Robert Gibson Jones’s Covers Art

Robert Gibson Jones’s Covers Art.Robert Gibson Jones (1889-1969). American illustrator Robert Gibson Jones. After completing his art training in Chicago, Jones worked mainly in advertising for 20 years before becoming a regular Ziff-Davis cover artist in 1942. Jones also created covers for non-genre titles such as Mammoth Adventure and Mammoth Detective. Later in the 1950s, Jones was responsible for covers for Amazing Stories, Fantastic Adventures, and Mystic Magazine. He also did interior art. Jones’s stimulating, vivid cover illustrations were reminiscent of Earle K Bergey in some respects. They featured exotically dressed characters and a love for beautiful, dark-haired ladies. One famous cover, for the August 1950 issue, Amazing, featured a woman with a bejewelled headband appearing above a mountain range to a group grounded space travellers. Brian W Aldiss in Science Fiction Art (1975), quotably stated that Jones “made champagne out of the mythology of technological progress: The wish that frontiers beyond Earth will yield adventure power and romance.” However, one could also say that Jones’s distinctly old-fashioned visions for the future, which evoked the imagery of historical romances but lacked any real resonance with the futuristic spirit that sf embodies.

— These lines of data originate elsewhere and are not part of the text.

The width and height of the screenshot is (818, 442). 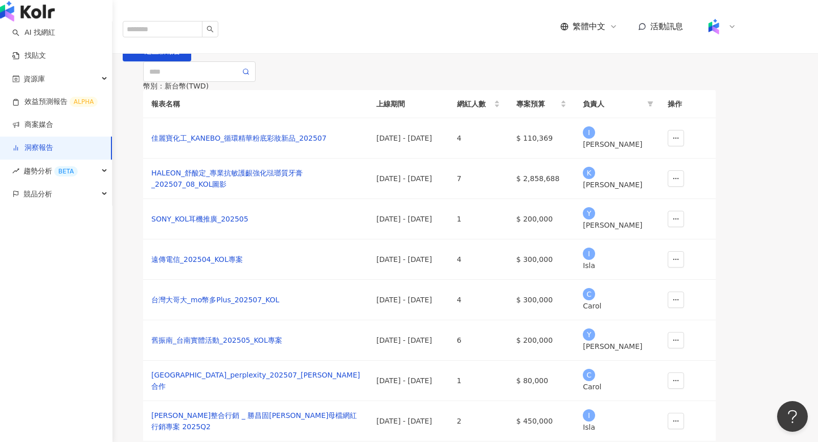 What do you see at coordinates (33, 148) in the screenshot?
I see `a: 洞察報告` at bounding box center [33, 148]. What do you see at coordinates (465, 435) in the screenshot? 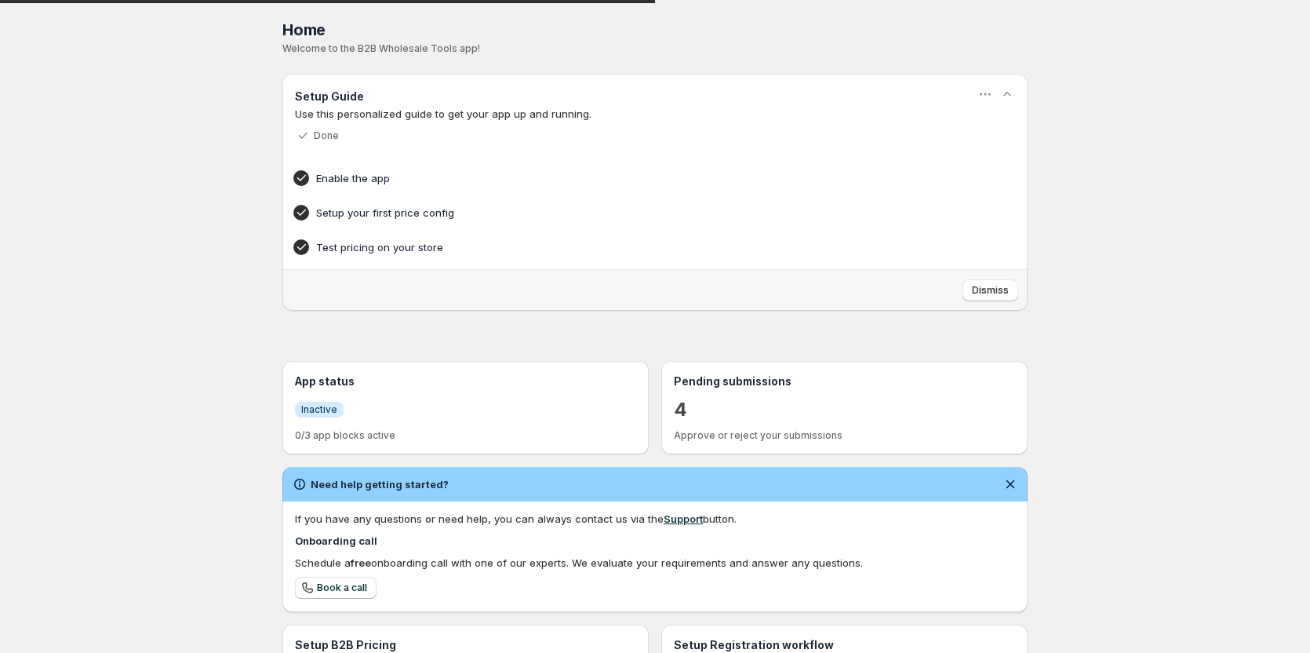
I see `p: 0/3 app blocks active` at bounding box center [465, 435].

Robert Gibson Jones’s visual Art

Robert Gibson Jones’s visual Art.

Robert Gibson Jones(1889-1969) Working name of American illustrator Robert Gibson Jones. After some art training in Chicago, he worked mostly in advertising for two decades before becoming, in 1942, a regular cover artist for Ziff-Davis publications. In addition to covers for their non-genre titles like Mammoth Adventure, Mammoth Detective, and Mammoth Western, Jones painted 90 covers for Amazing Stories and Fantastic Adventures; later in the 1950s, he painted covers for Universe Science Fiction, Other Worlds, and Mystic Magazine. He also did some interior art.

Jones’s vivid, stimulating cover illustrations, reminiscent of Earle K Bergey’s in some respects, often had an Arabian Nights feel about them, displaying exotically costumed characters and a fondness for beautiful, dark-haired women; one celebrated cover, for the August 1950 issue of Amazing, featured the face of a woman wearing a bejewelled headband materializing above a mountain range to a group of grounded space travellers. Placing a positive spin on his proclivities, Brian W Aldiss in Science Fiction Art (1975) quotably said that Jones “made champagne of the myth of technological progress: the wish that frontiers beyond the Moon will yield adventure, power and romance.” But one could say with equal justice that his distinctly old-fashioned visions of the future, recalling the imagery of historical romances, lacked any genuine resonance with the futuristic spirit of sf.